Finished out the evening by listening to an Ideas episode about the politics of design in everyday objects. The part about designing limitations into a project was really interesting, how it's now thought that the designer of the California highway system was deliberately limiting access to the beaches and natural areas by designing roads and overpasses in such a way that only cars and private passenger vehicles could get to them, no busses at the beach means a nice, white, middle class crowd. That sparked quite a long conversation.

You may have won the battle, but I will win the war!

Said to me this morning by O, on my efforts to wake him up for school, spoken while curled up in a ball on the couch wrapped in a blanket.

Me: Do you want breakfast?
O: Yes, but I'm going back to sleep right after!
Me: I won't make breakfast unless you wake yourself up.
O: It depends on what's for breakfast.
Me: Either scrambled egg burritos or muesli and yogurt.
O: Scrambled eggs I predict a 97% chance of wakefulness, muesli, 13%
Me: That's blackmail.
O: Blackmail is such a dirty word, I prefer extortion.

Eventually he did wake up (does that mean I won the war?) and we got to start school work. Listened to lecture one of the Teaching Company course God's Prophet: The Religion of Islam, talked about the US war with the Barbary Corsairs and why they lost (I'd never heard of this war, O read about it on Maps of War. )

We went over the assigned reading for the month: From Hand Ax to Laser and The Hero with a Thousand Faces. O opted to start with Hero and we went through the table of contents and the illustrations, and discussed how the general idea of the hero cycle fits in to the stories illustrated (Odysseus, Gilgamesh, Perseus, Star Wars, and video games.)

Then some of O's friends, bored waiting for school to start, came over and now I'm trying to decide at what point to kick them out. I do want O to be able to maintain his friendships and social life, but they've come over to insult each other, insult O, make fun of friends who aren't here, and play with O's video games, sigh.

Later on today, we'll get to math, our read-aloud, O will pick his current reading from the suggested reading list, and we'll read about aerodynamics and put together some paper airplanes from the imaginatively named Paper Airplane Book. Dictation from The Once and Future King, and some housecleaning will round out our day.

Sunday, September 2, 2007

I can't wait, I can't wait, I can't wait!

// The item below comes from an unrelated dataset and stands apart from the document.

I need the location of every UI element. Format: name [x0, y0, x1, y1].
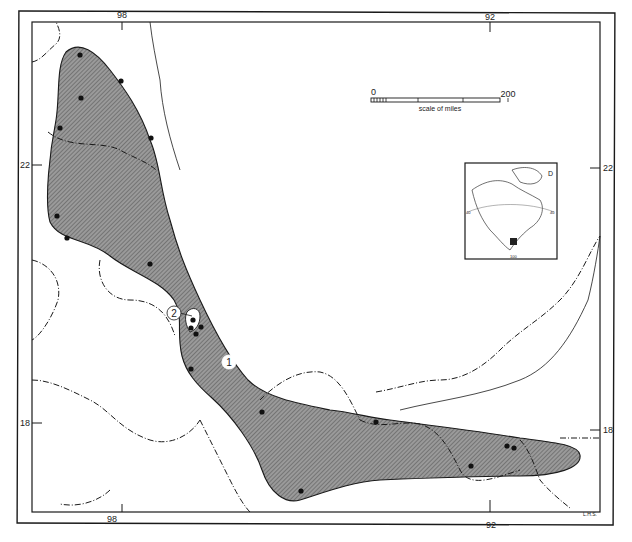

School starts tomorrow! School starts tomorrow!

Ok, I'm a little excited, I love the first day of school, always have. Shopping for new clothes, new lunchbox and sneakers, new books, school supplies, just getting that list sent me into little ectasies.
Even the first day of homeschooling is a great first day for me. Going out to the bakery for croissants, hitting the newly empty playground, walking down by the river bank looking for turtles and beavers, celebrating back to school with the librarians at our local library (they are oh so happy to see the kids go back to school!)

O, on the other hand, has never really been as enamored with the smell of new markers, the squeak of new sneakers. He just always could really care less, even when he was in school. At 14, the back to school ritual is even less evocative for him.

All to say that, I'm really excited and O keeps saying "what? school? oh yeaaaah..."

Sigh.

No TV week

I've decided to go with Monday as our 1st day of school. I have been planning on a "no-screen" week for the 1st week of school, meaning no tv, no video games, no computer. That's going to be a tough one, I think, no passive entertainment of any sort. It's going to be a bit of a shock for O!